Straight from the docs:

import maya.cmds as cmds

def edit_cell(row, column, value):
    return 1

window = cmds.window(widthHeight=(400, 300))
form = cmds.formLayout()
table = cmds.scriptTable(rows=4, columns=2, label=[(1,"Column 1"), (2,"Column 2")], cellChangedCmd=edit_cell)

addButton = cmds.button(label="Add Row",command="cmds.scriptTable(table, edit=True,insertRow=1)")
deleteButton = cmds.button(label="Delete Row",command="cmds.scriptTable(table, edit=True,deleteRow=1)")

cmds.formLayout(form, edit=True, attachForm=[(table, 'top', 0), (table, 'left', 0), (table, 'right', 0), (addButton, 'left', 0), (addButton, 'bottom', 0), (deleteButton, 'bottom', 0), (deleteButton, 'right', 0)], attachControl=(table, 'bottom', 0, addButton), attachNone=[(addButton, 'top'),(deleteButton, 'top')],  attachPosition=[(addButton, 'right', 0, 50), (deleteButton, 'left', 0, 50)] )

cmds.showWindow( window )

# Set and query cells
cmds.scriptTable(table, cellIndex=(1,1), edit=True, cellValue="MyValue")

You run this and the last column does not stretch with the layout.

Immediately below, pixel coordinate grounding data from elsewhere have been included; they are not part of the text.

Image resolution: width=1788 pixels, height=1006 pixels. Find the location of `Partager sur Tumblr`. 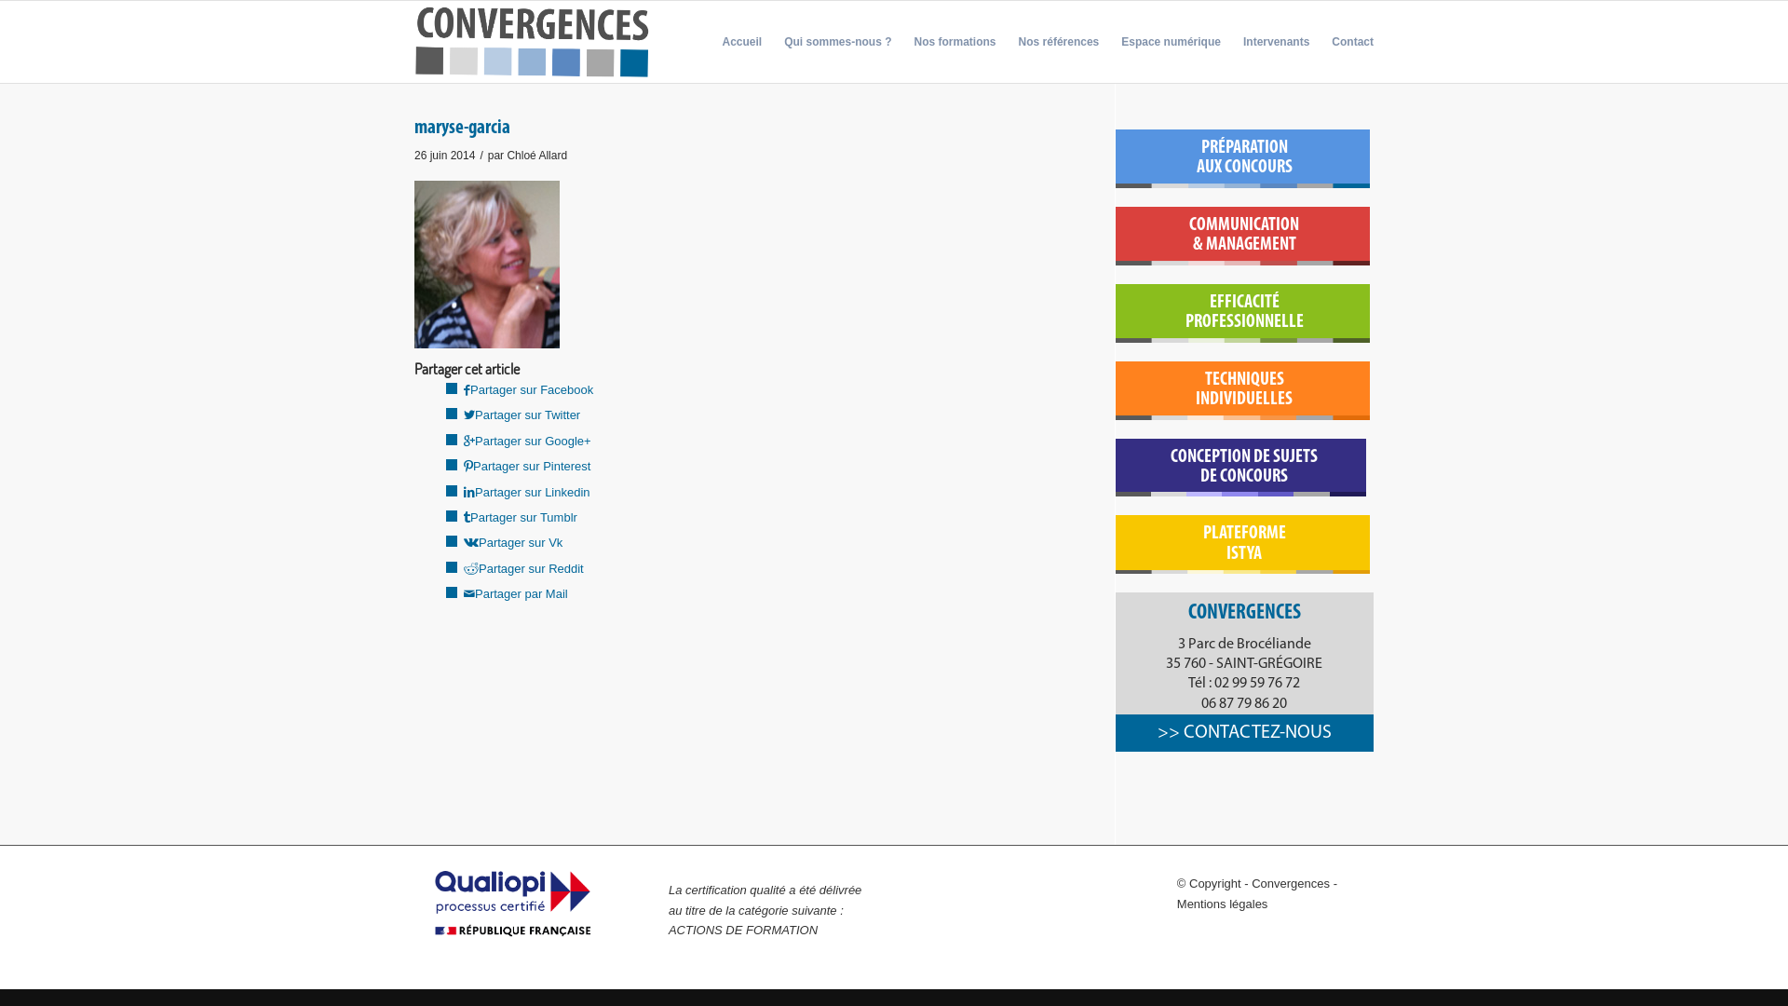

Partager sur Tumblr is located at coordinates (520, 518).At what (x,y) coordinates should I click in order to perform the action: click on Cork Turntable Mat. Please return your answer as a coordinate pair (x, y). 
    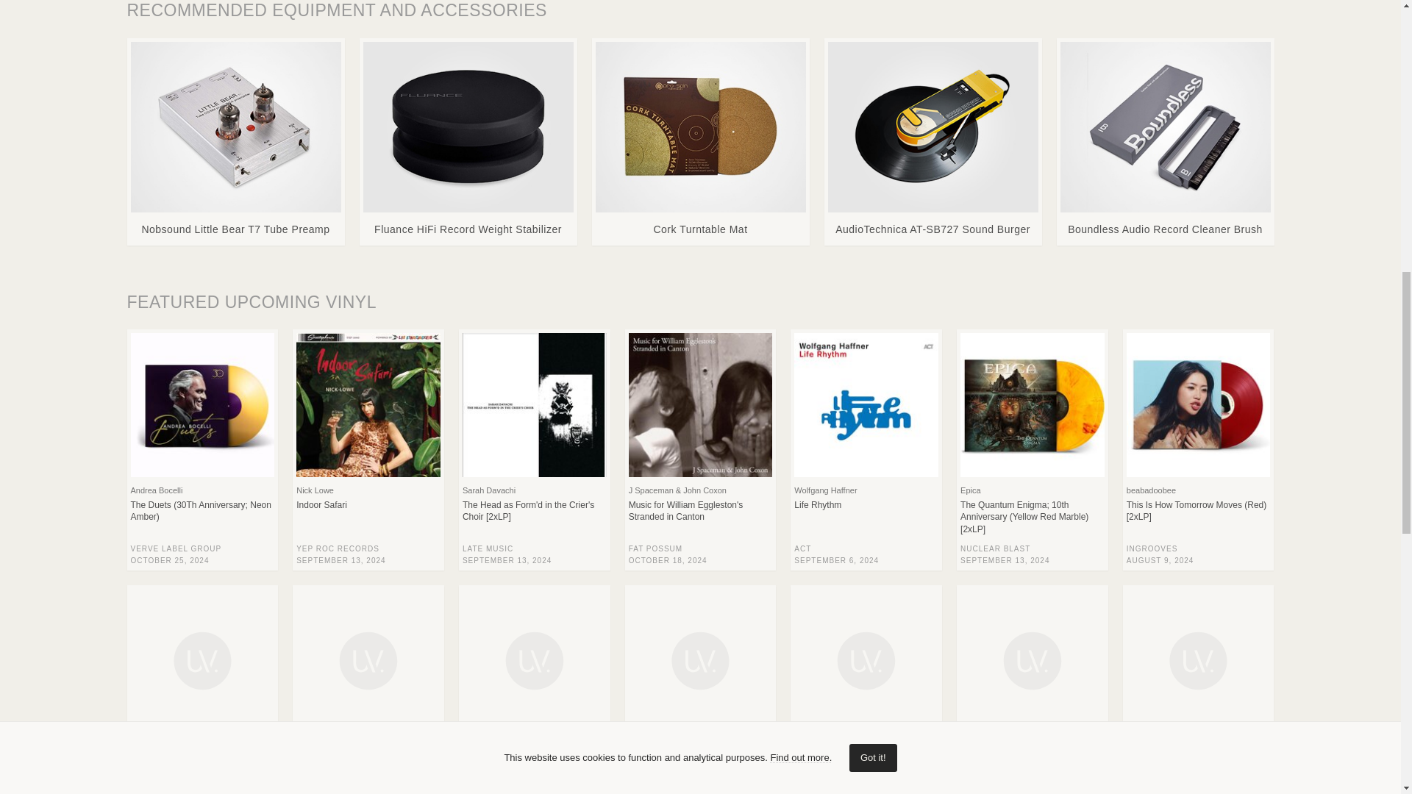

Kind of annoying.

Few minor tweaks:

import maya.cmds as cmds
import maya.OpenMayaUI as OpenMayaUI
from shiboken import wrapInstance
from PySide import QtGui

def edit_cell(row, column, value):
    return 1

window = cmds.window(widthHeight=(400, 300))
form = cmds.formLayout()
table = cmds.scriptTable(rows=4, columns=2, label=[(1,"Column 1"), (2,"Column 2")], cellChangedCmd=edit_cell)

addButton = cmds.button(label="Add Row",command="cmds.scriptTable(table, edit=True,insertRow=1)")
deleteButton = cmds.button(label="Delete Row",command="cmds.scriptTable(table, edit=True,deleteRow=1)")

cmds.formLayout(form, edit=True, attachForm=[(table, 'top', 0), (table, 'left', 0), (table, 'right', 0), (addButton, 'left', 0), (addButton, 'bottom', 0), (deleteButton, 'bottom', 0), (deleteButton, 'right', 0)], attachControl=(table, 'bottom', 0, addButton), attachNone=[(addButton, 'top'),(deleteButton, 'top')],  attachPosition=[(addButton, 'right', 0, 50), (deleteButton, 'left', 0, 50)] )

cmds.scriptTable(table, cellIndex=(1,1), edit=True, cellValue="MyValue")

# Find the maya control
ptr = OpenMayaUI.MQtUtil.findControl(table)

#Convert to a QTableWidget
qtTable = wrapInstance(long(ptr), QtGui.QTableWidget)

#Get the headers
header = qtTable.horizontalHeader()

#Make the last header stretch
header.setStretchLastSection(True)

cmds.showWindow( window )

A bit off topic but just wanted to share.